━━━ Record excerpts ━━━
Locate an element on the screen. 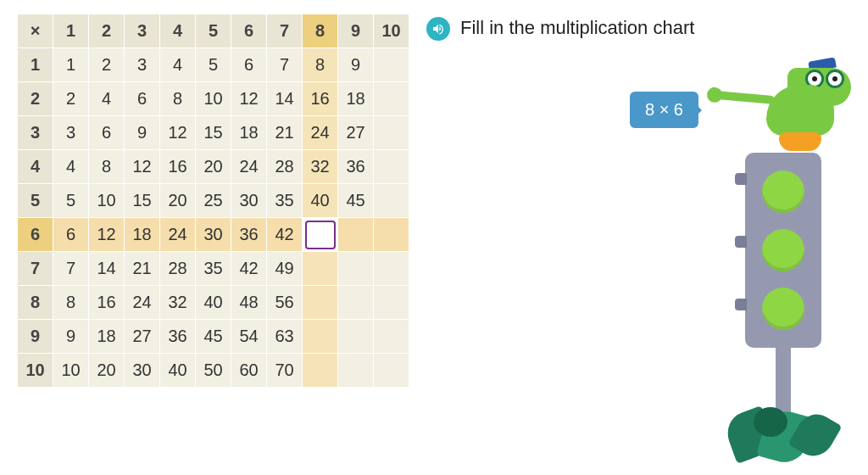 This screenshot has width=868, height=475. chart-cell: 20 is located at coordinates (178, 201).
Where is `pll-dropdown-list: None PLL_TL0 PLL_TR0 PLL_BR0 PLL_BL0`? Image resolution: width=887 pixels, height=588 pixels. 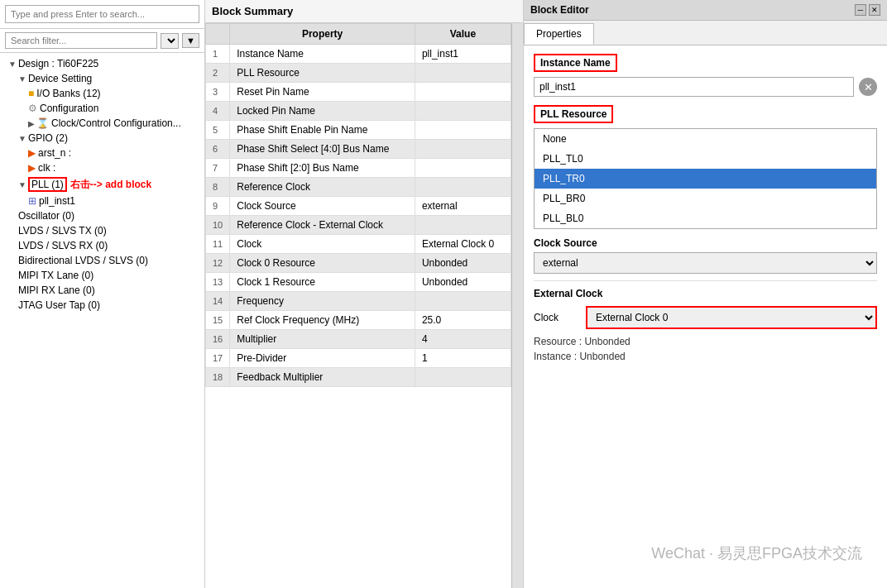
pll-dropdown-list: None PLL_TL0 PLL_TR0 PLL_BR0 PLL_BL0 is located at coordinates (705, 179).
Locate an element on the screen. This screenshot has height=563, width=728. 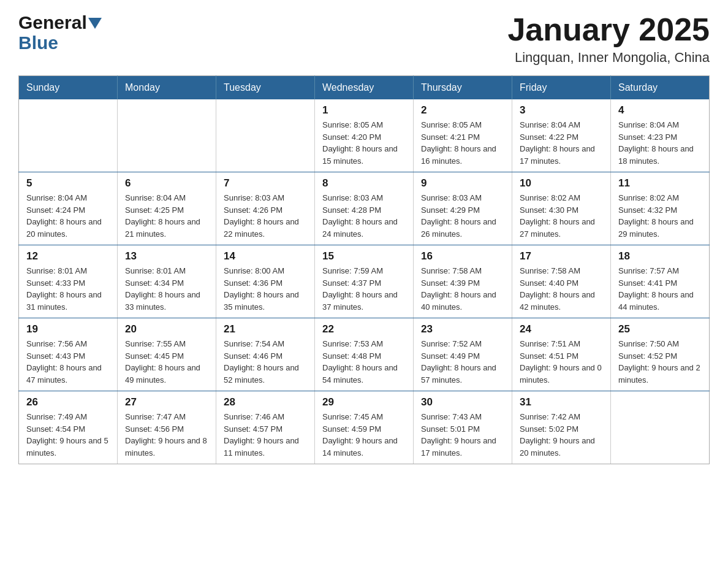
calendar-cell: 3Sunrise: 8:04 AMSunset: 4:22 PMDaylight… is located at coordinates (561, 136).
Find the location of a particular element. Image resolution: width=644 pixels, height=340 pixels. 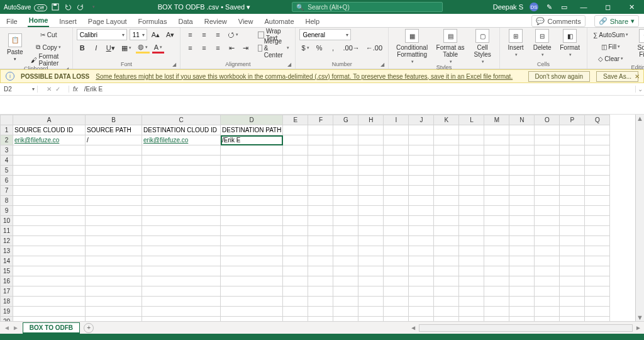

cell-O14 is located at coordinates (547, 261).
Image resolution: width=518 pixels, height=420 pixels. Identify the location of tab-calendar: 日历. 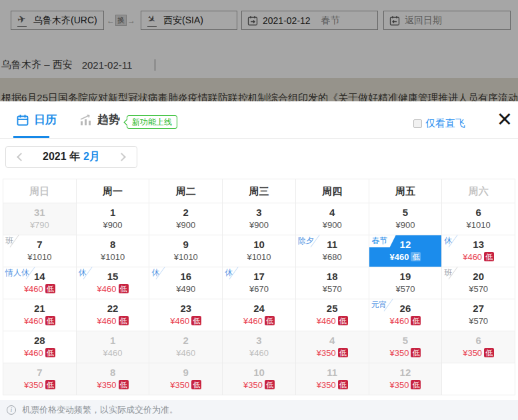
━━━
■ What is expected
Each line from the one containing "Locate an element on the screen. This" through the last line of the listing must be copied exactly, and the pictures must not be.

■ Answer to the problem
Locate an element on the screen. This screenshot has height=563, width=728. 
calendar-cell: 3Sunrise: 8:04 AMSunset: 4:22 PMDaylight… is located at coordinates (561, 136).
Find the location of a particular element. Image resolution: width=644 pixels, height=340 pixels. 

cell-O14 is located at coordinates (547, 261).
Image resolution: width=518 pixels, height=420 pixels. Identify the location of tab-calendar: 日历. 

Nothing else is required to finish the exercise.